→ SUPPLIED RECORDS:

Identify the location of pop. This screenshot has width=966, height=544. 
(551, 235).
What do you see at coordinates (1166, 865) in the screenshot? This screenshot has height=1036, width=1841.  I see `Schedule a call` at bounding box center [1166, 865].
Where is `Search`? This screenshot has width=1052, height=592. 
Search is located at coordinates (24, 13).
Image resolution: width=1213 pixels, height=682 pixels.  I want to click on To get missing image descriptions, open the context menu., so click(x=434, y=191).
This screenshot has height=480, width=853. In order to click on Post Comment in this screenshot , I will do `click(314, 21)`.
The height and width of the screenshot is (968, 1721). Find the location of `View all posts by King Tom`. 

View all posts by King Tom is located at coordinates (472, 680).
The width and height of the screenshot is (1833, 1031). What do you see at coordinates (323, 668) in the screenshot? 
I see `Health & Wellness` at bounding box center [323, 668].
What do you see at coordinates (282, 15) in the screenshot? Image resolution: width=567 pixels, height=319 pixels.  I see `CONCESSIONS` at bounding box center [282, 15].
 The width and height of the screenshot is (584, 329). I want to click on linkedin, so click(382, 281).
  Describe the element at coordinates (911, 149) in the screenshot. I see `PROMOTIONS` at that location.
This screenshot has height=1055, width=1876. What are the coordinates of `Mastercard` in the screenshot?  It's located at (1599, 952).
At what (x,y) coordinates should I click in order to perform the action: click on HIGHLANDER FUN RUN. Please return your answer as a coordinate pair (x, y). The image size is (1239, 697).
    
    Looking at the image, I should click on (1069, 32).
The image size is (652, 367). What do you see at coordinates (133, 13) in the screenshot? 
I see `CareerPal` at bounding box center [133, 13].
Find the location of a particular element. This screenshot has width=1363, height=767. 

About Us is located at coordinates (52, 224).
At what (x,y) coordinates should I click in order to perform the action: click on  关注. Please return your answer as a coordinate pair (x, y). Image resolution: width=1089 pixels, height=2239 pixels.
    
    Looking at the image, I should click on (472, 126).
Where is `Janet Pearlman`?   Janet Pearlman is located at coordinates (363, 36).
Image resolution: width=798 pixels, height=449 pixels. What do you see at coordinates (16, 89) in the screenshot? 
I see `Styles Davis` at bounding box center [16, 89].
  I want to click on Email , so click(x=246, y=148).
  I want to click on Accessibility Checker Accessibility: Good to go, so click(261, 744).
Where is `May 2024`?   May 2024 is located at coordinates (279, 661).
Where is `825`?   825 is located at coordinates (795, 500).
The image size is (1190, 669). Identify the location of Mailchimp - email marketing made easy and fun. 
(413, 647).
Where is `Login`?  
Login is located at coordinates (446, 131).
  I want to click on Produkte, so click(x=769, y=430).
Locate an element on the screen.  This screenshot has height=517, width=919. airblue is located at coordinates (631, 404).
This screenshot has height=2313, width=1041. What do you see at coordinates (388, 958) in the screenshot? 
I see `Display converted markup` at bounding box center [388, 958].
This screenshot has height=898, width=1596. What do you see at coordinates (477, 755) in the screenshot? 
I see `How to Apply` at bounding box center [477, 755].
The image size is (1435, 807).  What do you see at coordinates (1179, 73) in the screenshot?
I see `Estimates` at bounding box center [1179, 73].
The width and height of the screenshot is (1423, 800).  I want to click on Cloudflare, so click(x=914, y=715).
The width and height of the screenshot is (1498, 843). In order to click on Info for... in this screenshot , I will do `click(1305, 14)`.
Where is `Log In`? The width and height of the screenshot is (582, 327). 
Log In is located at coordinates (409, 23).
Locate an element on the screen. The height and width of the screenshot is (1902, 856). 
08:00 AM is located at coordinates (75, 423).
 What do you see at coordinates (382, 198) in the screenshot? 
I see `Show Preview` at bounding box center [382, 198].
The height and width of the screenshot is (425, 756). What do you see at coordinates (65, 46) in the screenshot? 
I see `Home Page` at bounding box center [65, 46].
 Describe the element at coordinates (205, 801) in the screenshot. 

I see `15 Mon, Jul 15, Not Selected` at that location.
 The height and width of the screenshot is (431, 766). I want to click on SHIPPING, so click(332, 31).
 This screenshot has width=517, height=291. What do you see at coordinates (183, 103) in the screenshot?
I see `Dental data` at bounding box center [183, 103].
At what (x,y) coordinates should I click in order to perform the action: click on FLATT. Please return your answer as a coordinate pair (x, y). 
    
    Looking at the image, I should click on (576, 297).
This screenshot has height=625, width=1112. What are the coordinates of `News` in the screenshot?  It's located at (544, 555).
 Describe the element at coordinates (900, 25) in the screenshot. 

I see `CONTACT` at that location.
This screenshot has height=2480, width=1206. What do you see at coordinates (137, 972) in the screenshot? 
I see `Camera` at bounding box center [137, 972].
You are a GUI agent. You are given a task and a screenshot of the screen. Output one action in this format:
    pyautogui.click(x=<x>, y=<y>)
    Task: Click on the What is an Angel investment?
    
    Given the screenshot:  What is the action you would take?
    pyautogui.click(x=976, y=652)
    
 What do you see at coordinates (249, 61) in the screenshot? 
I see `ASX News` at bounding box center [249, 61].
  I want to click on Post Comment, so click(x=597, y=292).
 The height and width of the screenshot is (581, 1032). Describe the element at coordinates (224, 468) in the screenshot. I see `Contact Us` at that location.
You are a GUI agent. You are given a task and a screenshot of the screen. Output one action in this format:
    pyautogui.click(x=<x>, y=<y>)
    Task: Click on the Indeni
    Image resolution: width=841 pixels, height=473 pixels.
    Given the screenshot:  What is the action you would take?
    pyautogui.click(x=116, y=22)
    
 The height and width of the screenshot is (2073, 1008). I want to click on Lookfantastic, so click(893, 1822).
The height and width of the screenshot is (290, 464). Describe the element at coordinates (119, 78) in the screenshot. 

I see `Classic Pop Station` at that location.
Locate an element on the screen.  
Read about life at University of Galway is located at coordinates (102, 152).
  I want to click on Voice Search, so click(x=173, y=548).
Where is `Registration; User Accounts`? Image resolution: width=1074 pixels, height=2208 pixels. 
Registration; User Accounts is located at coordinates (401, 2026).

→ WHAT YOU HAVE TO DO: Extract all of the data shown above and repeat it verbatim.

→ TASK SOLUTION:
Identify the location of pop. This screenshot has width=966, height=544. 
(551, 235).
What do you see at coordinates (1166, 865) in the screenshot? This screenshot has height=1036, width=1841.  I see `Schedule a call` at bounding box center [1166, 865].
Where is `Search`? This screenshot has width=1052, height=592. 
Search is located at coordinates (24, 13).
Image resolution: width=1213 pixels, height=682 pixels.  I want to click on To get missing image descriptions, open the context menu., so click(x=434, y=191).
This screenshot has height=480, width=853. In order to click on Post Comment in this screenshot , I will do `click(314, 21)`.
The height and width of the screenshot is (968, 1721). Find the location of `View all posts by King Tom`. 

View all posts by King Tom is located at coordinates (472, 680).
The width and height of the screenshot is (1833, 1031). What do you see at coordinates (323, 668) in the screenshot? 
I see `Health & Wellness` at bounding box center [323, 668].
What do you see at coordinates (282, 15) in the screenshot? Image resolution: width=567 pixels, height=319 pixels.  I see `CONCESSIONS` at bounding box center [282, 15].
 The width and height of the screenshot is (584, 329). I want to click on linkedin, so click(382, 281).
  Describe the element at coordinates (911, 149) in the screenshot. I see `PROMOTIONS` at that location.
This screenshot has height=1055, width=1876. What are the coordinates of `Mastercard` in the screenshot?  It's located at (1599, 952).
At what (x,y) coordinates should I click in order to perform the action: click on HIGHLANDER FUN RUN. Please return your answer as a coordinate pair (x, y). The image size is (1239, 697).
    
    Looking at the image, I should click on (1069, 32).
The image size is (652, 367). What do you see at coordinates (133, 13) in the screenshot? 
I see `CareerPal` at bounding box center [133, 13].
Find the location of a particular element. This screenshot has width=1363, height=767. 

About Us is located at coordinates (52, 224).
At what (x,y) coordinates should I click in order to perform the action: click on  关注. Please return your answer as a coordinate pair (x, y). Image resolution: width=1089 pixels, height=2239 pixels.
    
    Looking at the image, I should click on (472, 126).
Where is `Janet Pearlman`?   Janet Pearlman is located at coordinates (363, 36).
Image resolution: width=798 pixels, height=449 pixels. What do you see at coordinates (16, 89) in the screenshot? 
I see `Styles Davis` at bounding box center [16, 89].
  I want to click on Email , so click(x=246, y=148).
  I want to click on Accessibility Checker Accessibility: Good to go, so click(261, 744).
Where is `May 2024`?   May 2024 is located at coordinates (279, 661).
Where is `825`?   825 is located at coordinates (795, 500).
The image size is (1190, 669). Identify the location of Mailchimp - email marketing made easy and fun. 
(413, 647).
Where is `Login`?  
Login is located at coordinates (446, 131).
  I want to click on Produkte, so click(x=769, y=430).
Locate an element on the screen.  This screenshot has height=517, width=919. airblue is located at coordinates (631, 404).
This screenshot has height=2313, width=1041. What do you see at coordinates (388, 958) in the screenshot? 
I see `Display converted markup` at bounding box center [388, 958].
This screenshot has height=898, width=1596. What do you see at coordinates (477, 755) in the screenshot? 
I see `How to Apply` at bounding box center [477, 755].
The image size is (1435, 807).  What do you see at coordinates (1179, 73) in the screenshot?
I see `Estimates` at bounding box center [1179, 73].
The width and height of the screenshot is (1423, 800).  I want to click on Cloudflare, so click(x=914, y=715).
The width and height of the screenshot is (1498, 843). In order to click on Info for... in this screenshot , I will do `click(1305, 14)`.
Where is `Log In`? The width and height of the screenshot is (582, 327). 
Log In is located at coordinates (409, 23).
Locate an element on the screen. The height and width of the screenshot is (1902, 856). 
08:00 AM is located at coordinates (75, 423).
 What do you see at coordinates (382, 198) in the screenshot? 
I see `Show Preview` at bounding box center [382, 198].
The height and width of the screenshot is (425, 756). What do you see at coordinates (65, 46) in the screenshot? 
I see `Home Page` at bounding box center [65, 46].
 Describe the element at coordinates (205, 801) in the screenshot. 

I see `15 Mon, Jul 15, Not Selected` at that location.
 The height and width of the screenshot is (431, 766). I want to click on SHIPPING, so click(332, 31).
 This screenshot has width=517, height=291. What do you see at coordinates (183, 103) in the screenshot?
I see `Dental data` at bounding box center [183, 103].
At what (x,y) coordinates should I click in order to perform the action: click on FLATT. Please return your answer as a coordinate pair (x, y). 
    
    Looking at the image, I should click on (576, 297).
This screenshot has height=625, width=1112. What are the coordinates of `News` in the screenshot?  It's located at (544, 555).
 Describe the element at coordinates (900, 25) in the screenshot. 

I see `CONTACT` at that location.
This screenshot has height=2480, width=1206. What do you see at coordinates (137, 972) in the screenshot? 
I see `Camera` at bounding box center [137, 972].
You are a GUI agent. You are given a task and a screenshot of the screen. Output one action in this format:
    pyautogui.click(x=<x>, y=<y>)
    Task: Click on the What is an Angel investment?
    
    Given the screenshot:  What is the action you would take?
    pyautogui.click(x=976, y=652)
    
 What do you see at coordinates (249, 61) in the screenshot? 
I see `ASX News` at bounding box center [249, 61].
  I want to click on Post Comment, so click(x=597, y=292).
 The height and width of the screenshot is (581, 1032). Describe the element at coordinates (224, 468) in the screenshot. I see `Contact Us` at that location.
You are a GUI agent. You are given a task and a screenshot of the screen. Output one action in this format:
    pyautogui.click(x=<x>, y=<y>)
    Task: Click on the Indeni
    Image resolution: width=841 pixels, height=473 pixels.
    Given the screenshot:  What is the action you would take?
    pyautogui.click(x=116, y=22)
    
 The height and width of the screenshot is (2073, 1008). I want to click on Lookfantastic, so click(893, 1822).
The height and width of the screenshot is (290, 464). Describe the element at coordinates (119, 78) in the screenshot. 

I see `Classic Pop Station` at that location.
Locate an element on the screen.  
Read about life at University of Galway is located at coordinates (102, 152).
  I want to click on Voice Search, so click(x=173, y=548).
Where is `Registration; User Accounts`? Image resolution: width=1074 pixels, height=2208 pixels. 
Registration; User Accounts is located at coordinates (401, 2026).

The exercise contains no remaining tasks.